July 19, 2020
Originally wrote this for my friend who just graduated.
Setting Up Life Foundations
Exercise
Try out all kinds of sports (fencing, bouldering, tennis, swimming, parkour, karate, etc), find your favorites and develop the love for exercise for life (but don't go so far and hurt yourself).
Mentors
Find those that you respect and who you want to be, research them, reach out, ask actionable advice, turn those advice into action, update them, ask for more advice. Most people will want to help those who turned their help into fruition, and those who are so eager to grow.
Find your 5 best friends
Especially in college where people are for the most part, pure, trusting and don't have conflict of interest with each other. It's cliche but you are the average of your closest five.
Set up finances
- Set up high yield savings account that is reasonably liquid, save some money it in
- Open up a Roth IRA and invest in index funds with them, max out your employer's 401k match (although who knows what our monetary and social security system will be like 40 years from now)
- As long as you are responsible with money (always pay in full and never miss a payment) and don't tend to spend more than you need to, open up as many credit cards incrementally as you want to get the sign up bonus (will come in very handy especially when you want to travel) and build your credit score and history.

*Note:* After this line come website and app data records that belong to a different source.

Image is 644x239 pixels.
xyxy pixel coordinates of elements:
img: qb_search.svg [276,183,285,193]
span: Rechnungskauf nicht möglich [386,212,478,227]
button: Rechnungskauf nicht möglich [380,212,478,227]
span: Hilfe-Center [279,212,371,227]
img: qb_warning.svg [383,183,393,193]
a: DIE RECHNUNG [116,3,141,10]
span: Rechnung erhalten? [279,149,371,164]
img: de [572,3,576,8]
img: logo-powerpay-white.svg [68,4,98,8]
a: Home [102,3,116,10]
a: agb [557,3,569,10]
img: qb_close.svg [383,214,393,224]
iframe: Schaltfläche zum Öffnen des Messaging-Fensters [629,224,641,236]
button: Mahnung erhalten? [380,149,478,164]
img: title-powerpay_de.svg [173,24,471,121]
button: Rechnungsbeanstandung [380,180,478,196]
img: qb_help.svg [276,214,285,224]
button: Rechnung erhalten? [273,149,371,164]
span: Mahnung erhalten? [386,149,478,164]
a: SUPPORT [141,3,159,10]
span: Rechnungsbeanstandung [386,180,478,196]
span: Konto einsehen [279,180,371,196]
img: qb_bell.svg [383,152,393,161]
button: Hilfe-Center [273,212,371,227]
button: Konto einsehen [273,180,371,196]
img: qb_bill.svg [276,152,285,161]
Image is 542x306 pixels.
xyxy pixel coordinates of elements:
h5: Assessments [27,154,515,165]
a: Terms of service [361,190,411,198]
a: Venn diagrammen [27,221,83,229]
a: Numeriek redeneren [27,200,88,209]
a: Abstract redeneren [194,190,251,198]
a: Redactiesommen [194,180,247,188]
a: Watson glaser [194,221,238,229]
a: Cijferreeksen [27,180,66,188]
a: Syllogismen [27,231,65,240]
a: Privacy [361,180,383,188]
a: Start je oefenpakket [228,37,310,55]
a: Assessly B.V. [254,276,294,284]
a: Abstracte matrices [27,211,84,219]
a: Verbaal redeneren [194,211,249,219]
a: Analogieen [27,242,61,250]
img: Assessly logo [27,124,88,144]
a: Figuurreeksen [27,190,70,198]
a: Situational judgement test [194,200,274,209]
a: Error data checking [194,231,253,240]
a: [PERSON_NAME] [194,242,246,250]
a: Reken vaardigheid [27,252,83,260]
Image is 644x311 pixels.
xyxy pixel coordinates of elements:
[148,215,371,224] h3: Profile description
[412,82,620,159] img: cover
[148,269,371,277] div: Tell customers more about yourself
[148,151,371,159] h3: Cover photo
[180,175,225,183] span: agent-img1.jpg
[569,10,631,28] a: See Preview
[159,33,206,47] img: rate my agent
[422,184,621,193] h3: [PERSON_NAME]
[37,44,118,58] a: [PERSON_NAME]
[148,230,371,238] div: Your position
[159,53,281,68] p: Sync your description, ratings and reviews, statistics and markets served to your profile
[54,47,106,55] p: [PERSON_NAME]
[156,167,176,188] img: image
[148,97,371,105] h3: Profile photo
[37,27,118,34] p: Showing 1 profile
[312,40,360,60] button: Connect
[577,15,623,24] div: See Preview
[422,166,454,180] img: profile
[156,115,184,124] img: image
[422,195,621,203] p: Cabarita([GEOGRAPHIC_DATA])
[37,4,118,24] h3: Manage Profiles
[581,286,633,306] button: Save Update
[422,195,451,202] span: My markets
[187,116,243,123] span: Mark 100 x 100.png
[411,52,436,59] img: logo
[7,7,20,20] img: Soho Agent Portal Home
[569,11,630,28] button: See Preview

- Otherwise, try credit piggy backing where someone you trust and has a good credit score can add you as their credit card's authorized user (you don't have to use their credit card but you might be able to "inherit" their good history).
- For the most part, automobiles and rent are the biggest suckers of money. One almost always depreciates and the other you are left with nothing. Think assets versus liability, and find creative ways to avoid spending on these.